If the 1st Circuit Court of Appeals agrees with Tauro's decision, it will go into effect for the seventeen plaintiffs named in Gill. Unfortunately, the ruling applies only to those plaintiffs.
"[W]e think the stay actually provides for married couples around the country who are looking at their own situations and wondering whether the Gill decision allows them to apply for Social Security benefits, for example, or sponsor their spouse for citizenship," Bonauto said. "The answer, even without a stay in Gill, is: no, not yet."
Buseck said that other gay and lesbian couples who are interested in obtaining Social Security and other spousal benefits named in the challenge will have to wait, or file separately. "As far as the Gill case is concerned, everybody else really still has to wait. If the government takes an appeal, then really the fact is that nobody's getting anything yet," he said. "It's probably something that every individual has to consider on every issue and they may want to talk to tax advisers, they may want to talk to their immigration lawyers; everybody potentially has to decide whether they want to file for some benefit or ask to be treated as married for some purpose, so at this point we would anticipate that everybody would be still told no."
The amended judgment released on Aug. 18 includes the specificities surrounding Tauro's ruling in favor of GLAD and the seventeen plaintiffs. "If we lose on appeal, that judgment will be vacated," Buseck said, and the Office of Personnel Management, among other defendants, will not have to change their practices or reimburse the plaintiffs. "But if we win, and without any change in the judgment -- which I don't see there would be any reason -- then once again we have a judgment that's been affirmed by the 1st Circuit Court of Appeals."

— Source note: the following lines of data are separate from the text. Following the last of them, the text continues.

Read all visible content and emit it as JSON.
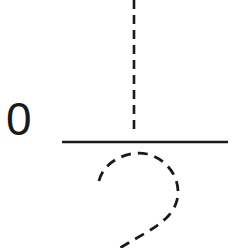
{
  "diagram": {
    "label": "0",
    "colors": {
      "stroke": "#1a1a1a",
      "background": "#ffffff"
    },
    "elements": [
      {
        "type": "dashed-vertical-line",
        "description": "vertical dashed line above the fraction bar"
      },
      {
        "type": "solid-horizontal-line",
        "description": "horizontal solid line (fraction bar)"
      },
      {
        "type": "dashed-curve",
        "description": "dashed stroke tracing the top of a numeral 2 below the line"
      }
    ]
  }
}
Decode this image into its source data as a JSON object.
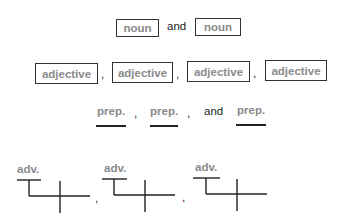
{
  "row_nouns": {
    "items": [
      "noun",
      "noun"
    ],
    "conjunction": "and"
  },
  "row_adjectives": {
    "items": [
      "adjective",
      "adjective",
      "adjective",
      "adjective"
    ],
    "separator": ","
  },
  "row_prepositions": {
    "items": [
      "prep.",
      "prep.",
      "prep."
    ],
    "separator": ",",
    "conjunction": "and"
  },
  "row_adverbs": {
    "items": [
      "adv.",
      "adv.",
      "adv."
    ],
    "separator": ","
  },
  "colors": {
    "placeholder_text": "#8a8a8a",
    "lines": "#222222"
  }
}
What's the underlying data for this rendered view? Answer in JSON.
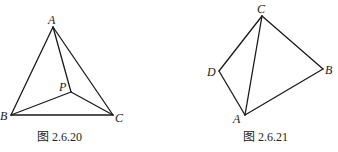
{
  "figures": [
    {
      "caption": "图 2.6.20",
      "points": {
        "A": {
          "label": "A",
          "x": 53,
          "y": 27
        },
        "B": {
          "label": "B",
          "x": 11,
          "y": 115
        },
        "C": {
          "label": "C",
          "x": 113,
          "y": 115
        },
        "P": {
          "label": "P",
          "x": 71,
          "y": 92
        }
      },
      "segments": [
        "AB",
        "AC",
        "BC",
        "AP",
        "BP",
        "CP"
      ]
    },
    {
      "caption": "图 2.6.21",
      "points": {
        "C": {
          "label": "C",
          "x": 262,
          "y": 16
        },
        "D": {
          "label": "D",
          "x": 219,
          "y": 71
        },
        "A": {
          "label": "A",
          "x": 245,
          "y": 115
        },
        "B": {
          "label": "B",
          "x": 323,
          "y": 69
        }
      },
      "segments": [
        "CD",
        "DA",
        "AB",
        "BC",
        "CA"
      ]
    }
  ]
}
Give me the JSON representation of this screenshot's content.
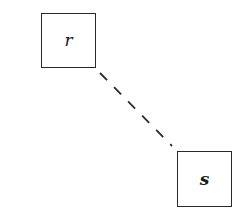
{
  "diagram": {
    "nodes": [
      {
        "id": "r",
        "label": "r",
        "x": 41,
        "y": 13,
        "width": 55,
        "height": 55
      },
      {
        "id": "s",
        "label": "s",
        "x": 177,
        "y": 151,
        "width": 55,
        "height": 56
      }
    ],
    "edges": [
      {
        "from": "r",
        "to": "s",
        "style": "dashed",
        "x1": 100,
        "y1": 73,
        "x2": 172,
        "y2": 146
      }
    ],
    "colors": {
      "stroke": "#2a2a2a",
      "background": "#ffffff"
    }
  }
}
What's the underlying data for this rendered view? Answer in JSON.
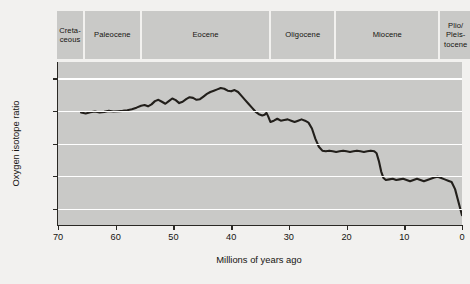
{
  "chart_data": {
    "type": "line",
    "title": "",
    "xlabel": "Millions of years ago",
    "ylabel": "Oxygen isotope ratio",
    "xlim": [
      70,
      0
    ],
    "ylim": [
      -1.5,
      3.5
    ],
    "y_inverted": true,
    "x_inverted": true,
    "grid": true,
    "legend": null,
    "xticks": [
      70,
      60,
      50,
      40,
      30,
      20,
      10,
      0
    ],
    "xtick_labels": [
      "70",
      "60",
      "50",
      "40",
      "30",
      "20",
      "10",
      "0"
    ],
    "yticks": [
      -1.0,
      0.0,
      1.0,
      2.0,
      3.0
    ],
    "ytick_labels": [
      "–1.0",
      "0.0",
      "1.0",
      "2.0",
      "3.0"
    ],
    "gridlines": [
      -1.0,
      0.0,
      1.0,
      2.0,
      3.0
    ],
    "series": [
      {
        "name": "Benthic oxygen isotope ratio",
        "color": "#221f1b",
        "x": [
          66.0,
          65.2,
          64.4,
          63.6,
          62.8,
          62.0,
          61.2,
          60.4,
          59.6,
          58.8,
          58.0,
          57.2,
          56.4,
          55.6,
          55.0,
          54.4,
          53.8,
          53.2,
          52.6,
          52.0,
          51.4,
          50.8,
          50.2,
          49.6,
          49.0,
          48.4,
          47.8,
          47.2,
          46.6,
          46.0,
          45.4,
          44.8,
          44.2,
          43.6,
          43.0,
          42.4,
          41.8,
          41.2,
          40.6,
          40.0,
          39.4,
          38.8,
          38.2,
          37.6,
          37.0,
          36.4,
          35.8,
          35.2,
          34.6,
          34.2,
          33.9,
          33.6,
          33.2,
          32.6,
          32.0,
          31.4,
          30.8,
          30.2,
          29.6,
          29.0,
          28.4,
          27.8,
          27.2,
          26.6,
          26.0,
          25.4,
          24.8,
          24.2,
          23.6,
          23.0,
          22.4,
          21.8,
          21.2,
          20.6,
          20.0,
          19.4,
          18.8,
          18.2,
          17.6,
          17.0,
          16.4,
          15.8,
          15.2,
          14.8,
          14.4,
          14.0,
          13.6,
          13.2,
          12.6,
          12.0,
          11.4,
          10.8,
          10.2,
          9.6,
          9.0,
          8.4,
          7.8,
          7.2,
          6.6,
          6.0,
          5.4,
          4.8,
          4.2,
          3.6,
          3.0,
          2.4,
          1.8,
          1.2,
          0.6,
          0.0
        ],
        "y": [
          0.05,
          0.08,
          0.04,
          0.02,
          0.05,
          0.03,
          0.0,
          0.02,
          0.01,
          0.0,
          -0.02,
          -0.05,
          -0.1,
          -0.16,
          -0.18,
          -0.14,
          -0.2,
          -0.3,
          -0.34,
          -0.28,
          -0.22,
          -0.3,
          -0.38,
          -0.33,
          -0.24,
          -0.28,
          -0.36,
          -0.42,
          -0.4,
          -0.34,
          -0.36,
          -0.44,
          -0.52,
          -0.58,
          -0.62,
          -0.66,
          -0.7,
          -0.68,
          -0.62,
          -0.6,
          -0.64,
          -0.58,
          -0.46,
          -0.34,
          -0.22,
          -0.1,
          0.02,
          0.1,
          0.14,
          0.12,
          0.06,
          0.16,
          0.34,
          0.3,
          0.24,
          0.3,
          0.28,
          0.26,
          0.3,
          0.34,
          0.3,
          0.26,
          0.3,
          0.36,
          0.54,
          0.86,
          1.1,
          1.22,
          1.24,
          1.22,
          1.24,
          1.26,
          1.24,
          1.22,
          1.24,
          1.26,
          1.24,
          1.22,
          1.24,
          1.26,
          1.24,
          1.22,
          1.24,
          1.3,
          1.54,
          1.86,
          2.06,
          2.12,
          2.1,
          2.08,
          2.12,
          2.1,
          2.08,
          2.12,
          2.16,
          2.12,
          2.08,
          2.12,
          2.16,
          2.12,
          2.08,
          2.04,
          2.02,
          2.06,
          2.1,
          2.14,
          2.18,
          2.4,
          2.8,
          3.2
        ]
      }
    ],
    "epochs": [
      {
        "label": "Creta-\nceous",
        "start": 70,
        "end": 65.5
      },
      {
        "label": "Paleocene",
        "start": 65.5,
        "end": 56.0
      },
      {
        "label": "Eocene",
        "start": 56.0,
        "end": 33.9
      },
      {
        "label": "Oligocene",
        "start": 33.9,
        "end": 23.0
      },
      {
        "label": "Miocene",
        "start": 23.0,
        "end": 5.3
      },
      {
        "label": "Plio/\nPleis-\ntocene",
        "start": 5.3,
        "end": 0
      }
    ]
  },
  "colors": {
    "page_background": "#f2f1ef",
    "plot_background": "#c9c9c7",
    "band_background": "#c9c9c7",
    "gridline": "#ffffff",
    "axis": "#2a2824",
    "curve": "#221f1b",
    "text": "#15130f"
  }
}
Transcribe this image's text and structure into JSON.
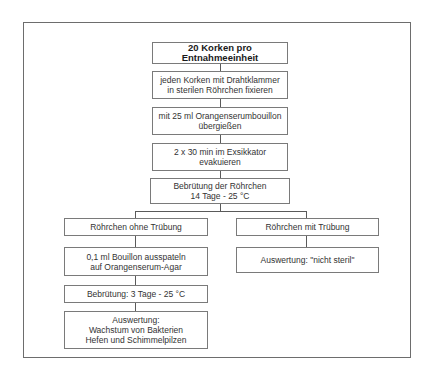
{
  "flowchart": {
    "start": "20 Korken pro Entnahmeeinheit",
    "steps": [
      "jeden Korken mit Drahtklammer\nin sterilen Röhrchen fixieren",
      "mit 25 ml Orangenserumbouillon\nübergießen",
      "2 x 30 min im Exsikkator\nevakuieren",
      "Bebrütung der Röhrchen\n14 Tage - 25 °C"
    ],
    "branch_left": {
      "label": "Röhrchen ohne Trübung",
      "steps": [
        "0,1 ml Bouillon ausspateln\nauf Orangenserum-Agar",
        "Bebrütung: 3 Tage - 25 °C",
        "Auswertung:\nWachstum von Bakterien\nHefen und Schimmelpilzen"
      ]
    },
    "branch_right": {
      "label": "Röhrchen mit Trübung",
      "steps": [
        "Auswertung: \"nicht steril\""
      ]
    }
  }
}
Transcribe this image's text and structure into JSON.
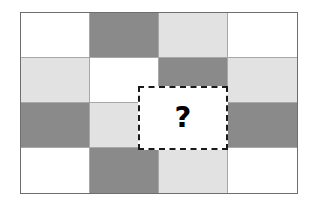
{
  "figure": {
    "query_symbol": "?",
    "query_label": "missing-region",
    "palette": {
      "white": "#ffffff",
      "light_gray": "#e2e2e2",
      "dark_gray": "#8a8a8a",
      "grid_line": "#a8a8a8",
      "frame_line": "#6e6e6e",
      "dash_line": "#1a1a1a"
    },
    "grid": {
      "rows": 4,
      "columns": 4,
      "cells": [
        {
          "row": 1,
          "col": 1,
          "shade": "white"
        },
        {
          "row": 1,
          "col": 2,
          "shade": "dark_gray"
        },
        {
          "row": 1,
          "col": 3,
          "shade": "light_gray"
        },
        {
          "row": 1,
          "col": 4,
          "shade": "white"
        },
        {
          "row": 2,
          "col": 1,
          "shade": "light_gray"
        },
        {
          "row": 2,
          "col": 2,
          "shade": "white"
        },
        {
          "row": 2,
          "col": 3,
          "shade": "dark_gray"
        },
        {
          "row": 2,
          "col": 4,
          "shade": "light_gray"
        },
        {
          "row": 3,
          "col": 1,
          "shade": "dark_gray"
        },
        {
          "row": 3,
          "col": 2,
          "shade": "light_gray"
        },
        {
          "row": 3,
          "col": 3,
          "shade": "white"
        },
        {
          "row": 3,
          "col": 4,
          "shade": "dark_gray"
        },
        {
          "row": 4,
          "col": 1,
          "shade": "white"
        },
        {
          "row": 4,
          "col": 2,
          "shade": "dark_gray"
        },
        {
          "row": 4,
          "col": 3,
          "shade": "light_gray"
        },
        {
          "row": 4,
          "col": 4,
          "shade": "white"
        }
      ]
    }
  }
}
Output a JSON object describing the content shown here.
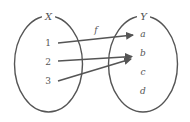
{
  "diagram": {
    "function_label": "f",
    "domain": {
      "label": "X",
      "elements": [
        "1",
        "2",
        "3"
      ]
    },
    "codomain": {
      "label": "Y",
      "elements": [
        "a",
        "b",
        "c",
        "d"
      ]
    },
    "mappings": [
      {
        "from": "1",
        "to": "a"
      },
      {
        "from": "2",
        "to": "b"
      },
      {
        "from": "3",
        "to": "b"
      }
    ],
    "colors": {
      "stroke": "#555555",
      "background": "#ffffff"
    }
  }
}
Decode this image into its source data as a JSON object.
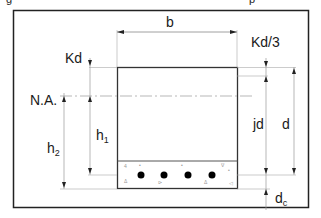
{
  "title_fragment": "g",
  "title_fragment_2": "p",
  "diagram": {
    "type": "reinforced-concrete-beam-cross-section",
    "labels": {
      "width": "b",
      "kd": "Kd",
      "kd_third": "Kd/3",
      "neutral_axis": "N.A.",
      "h1": "h",
      "h1_sub": "1",
      "h2": "h",
      "h2_sub": "2",
      "jd": "jd",
      "d": "d",
      "dc": "d",
      "dc_sub": "c"
    },
    "rebar_count": 4,
    "colors": {
      "frame": "#222222",
      "beam_outline": "#333333",
      "dimension_lines": "#888888",
      "rebar": "#000000"
    }
  }
}
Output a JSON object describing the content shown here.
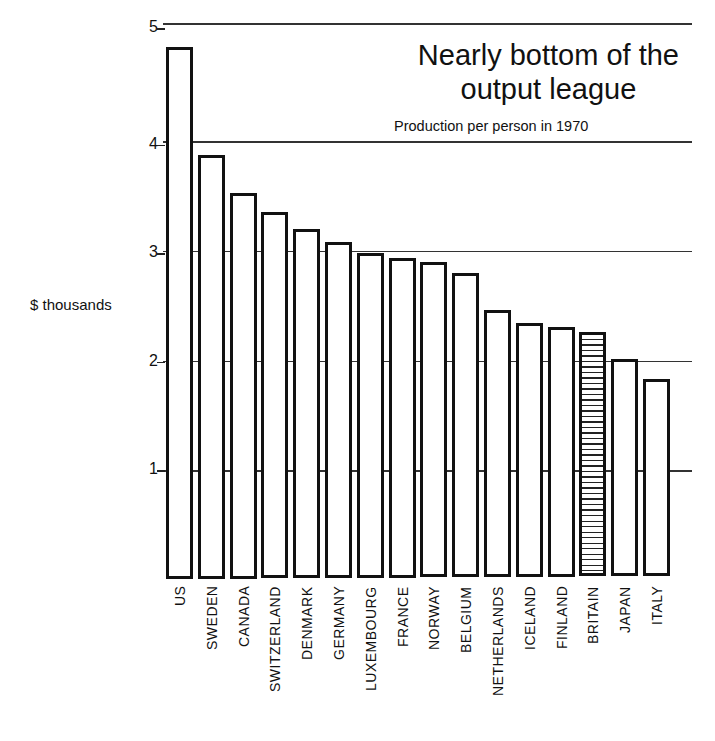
{
  "chart_data": {
    "type": "bar",
    "title": "Nearly bottom of the output league",
    "title_lines": [
      "Nearly bottom of the",
      "output league"
    ],
    "subtitle": "Production per person in 1970",
    "xlabel": "",
    "ylabel": "$ thousands",
    "ylim": [
      0,
      5
    ],
    "yticks": [
      1,
      2,
      3,
      4,
      5
    ],
    "grid": true,
    "legend": null,
    "categories": [
      "US",
      "SWEDEN",
      "CANADA",
      "SWITZERLAND",
      "DENMARK",
      "GERMANY",
      "LUXEMBOURG",
      "FRANCE",
      "NORWAY",
      "BELGIUM",
      "NETHERLANDS",
      "ICELAND",
      "FINLAND",
      "BRITAIN",
      "JAPAN",
      "ITALY"
    ],
    "values": [
      4.9,
      3.9,
      3.55,
      3.38,
      3.22,
      3.1,
      3.0,
      2.96,
      2.92,
      2.82,
      2.48,
      2.36,
      2.32,
      2.27,
      2.03,
      1.84
    ],
    "highlight": "BRITAIN",
    "highlight_style": "horizontal-hatch"
  },
  "colors": {
    "ink": "#111111",
    "background": "#ffffff"
  }
}
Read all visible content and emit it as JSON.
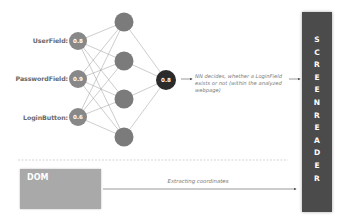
{
  "inputs": [
    {
      "label": "UserField:",
      "value": "0.8"
    },
    {
      "label": "PasswordField:",
      "value": "0.9"
    },
    {
      "label": "LoginButton:",
      "value": "0.6"
    }
  ],
  "hidden_layer_count": 4,
  "output": {
    "value": "0.8"
  },
  "nn_decision_text": "NN decides, whether a LoginField exists or not (within the analyzed webpage)",
  "dom": {
    "label": "DOM"
  },
  "extract": {
    "label": "Extracting coordinates"
  },
  "screen_reader": {
    "label": "SCREENREADER",
    "letters": [
      "S",
      "C",
      "R",
      "E",
      "E",
      "N",
      "R",
      "E",
      "A",
      "D",
      "E",
      "R"
    ]
  },
  "colors": {
    "input_node": "#888888",
    "hidden_node": "#7b7b7b",
    "output_node": "#2b2b2b",
    "screen_reader_bg": "#4b4b4b",
    "dom_bg": "#a9a9a9",
    "edge": "#9a9a9a"
  }
}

If the Court of Appeals affirms Tauro's judgment, the government has the opportunity to ask the Supreme Court to review the ruling. "[W]hen we started this case, we thought this was a case that would not stop at the federal district court level, that it would go on to the United States Court of Appeals, we would get a ruling there, and we understood that if we got a ruling there in our favor, that it became the kind of case that the United States Supreme Court may well decide that it would hear," Buseck said. "Our belief [is] that we have a strong case that we can win in the United States Supreme Court."
A victory in the Supreme Court wouldn't immediately render Section 3 of the Defense of Marriage Act entirely moot; it would strip aspects of its legality for the seventeen plaintiffs named in Gill and, Buseck thinks, ultimately be stricken. "The question would be, what justification would there be for its application in any of the other myriad ways DOMA Section 3 impacts federal law in relation to legally married same-sex couples?" he asked. "We would think that the ultimate effect, not legally the result of a victory per se, but the victory itself plus what it would mean and what its logical consequence would be that DOMA Section 3 should end up being ineffective completely."
The Department of Justice must decide whether or not to file an appeal by Oct. 17 of this year.